Depending on place and time, the regular consumer might be indigenous or immigrant, enslaved or free, might be getting fairly standard garments for everyday wear or seeking novel dress for a special occasion. Consumption, especially of items such as clothing, is usually imagined as the expression of free choice, individual decision, and personal style. Yet many people throughout the Atlantic basin—notably slaves—had their attire imposed upon them; for them, adoption of new dress fashions was an imperative rather than an option. Indigenous people, too, faced constraints due both to missionary and official gifting policies and to limited merchant offerings. The apparel and dress practices that emerged in such restrictive circumstances are central concerns of The Material Atlantic. But the book also presents the ways that Atlantic people—even under very unfavorable conditions—managed to create fashions that displayed individual styles as well as distinct sociocultural identities.
Uncovering fashion developments in the seventeenth and eighteenth century Atlantic world sometimes involved decoding sources in which dress was only incidentally or obliquely considered. But dress was often a major subject for both writers and artists, because what people wore was widely considered an index of their potential for commerce, conversion, or conquest. And occasionally a document or image would openly address fashion rather than just clothing. Travelers did this a lot, particularly Europeans who commented disdainfully on colonial dress habits. But clergy could also be sharp observers; perhaps my favorite (and certainly one of the most fulsome) was the French Jesuit Paul Ragueneau, who in 1657 reported on the Native North American fashions—including bodily ornamentation—that he had encountered in missionary work in the Saint Lawrence River valley. For the most part, Ragueneau didn’t judge those fashions favorably, but he was fascinated enough to provide a wonderfully detailed account, further enriched by comparisons to contemporary French practices.

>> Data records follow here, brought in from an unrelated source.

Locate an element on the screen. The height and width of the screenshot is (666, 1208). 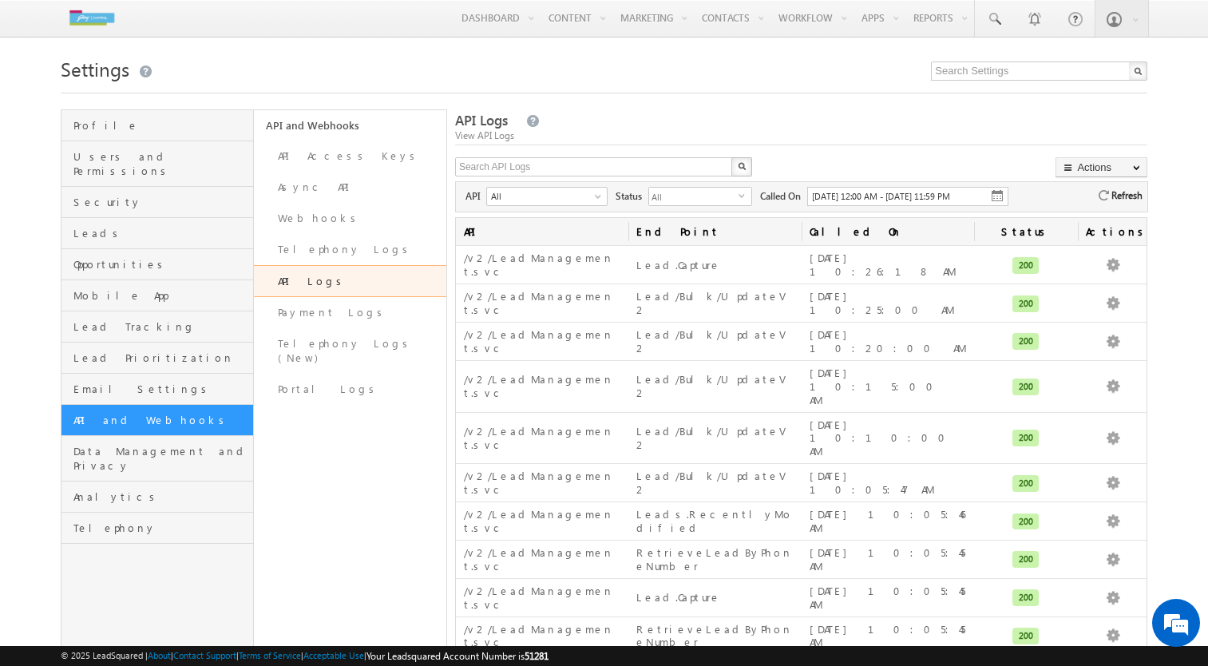
a: Telephony is located at coordinates (157, 528).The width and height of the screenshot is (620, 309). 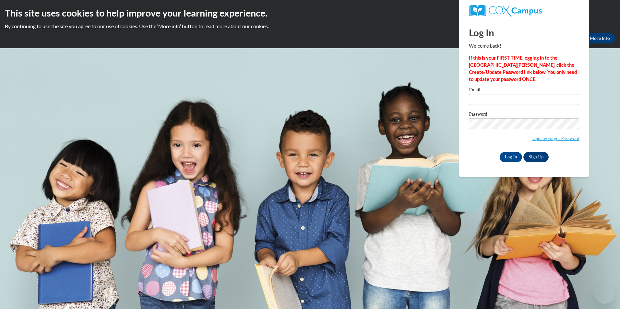 What do you see at coordinates (310, 13) in the screenshot?
I see `h2: This site uses cookies to help improve your learning experience.` at bounding box center [310, 13].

What do you think someone who is interested in understanding the culture, economics, and industry of fashion today might learn from your book? How does your book speak to those interested in fashion today?

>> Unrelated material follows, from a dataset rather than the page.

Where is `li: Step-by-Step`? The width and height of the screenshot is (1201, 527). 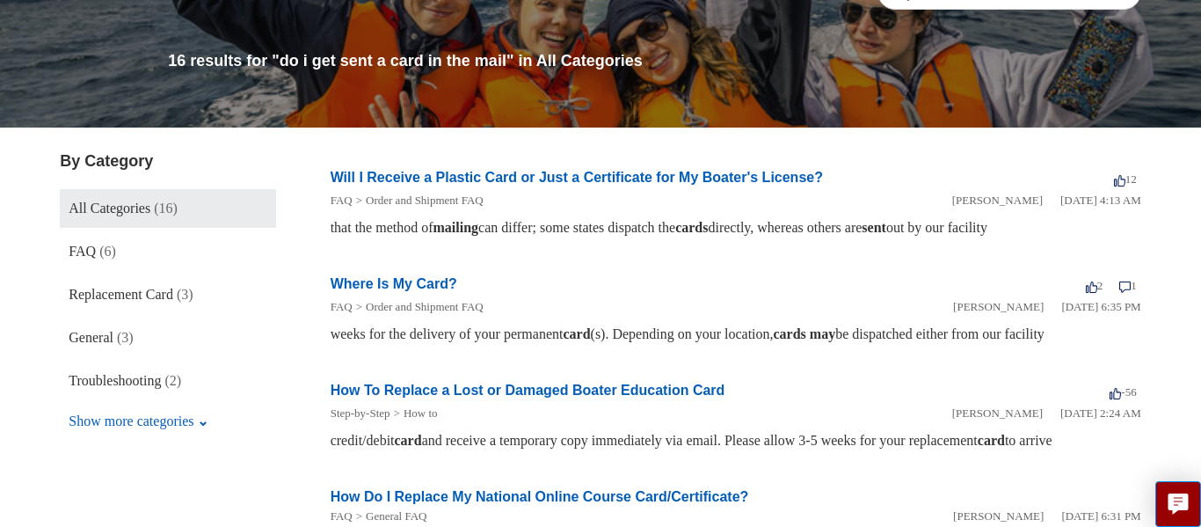 li: Step-by-Step is located at coordinates (361, 413).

The Material Atlantic demonstrates that fashion has multiple origins, modes of expression, and meanings, even while it draws on broadly available materials and widely circulated styles. Free settlers sought to emulate metropolitan modes, which they learned about from new forms of product promotion and marketing or even ordered directly from European centers. Yet most Atlantic fashions were created in all manner of locations beyond the metropoles by diverse people and comprised disparate amalgams of occupational and environmental needs, social identifications and aspirations, long-standing and new cultural rules, and locally available supplies of cloth and other dress materials. Hybrid in character, and involving novel fabrics, apparel, and styles along with rearrangements of existing items, these fashions involved not just apparel but the totality of body covering, notably hair treatments and corporeal ornamentation—tattooing, body painting, and piercing. Thus Atlantic fashions prescribed, governed, and expressed behavior and attitudes of a wide array of people rather than providing a uniform template. Participants had unequal access to the stuff of fashion, as wealth, status, gender, and occupation helped determine individuals’ and groups’ ability to determine their dress styles. But fashion creation was ubiquitous.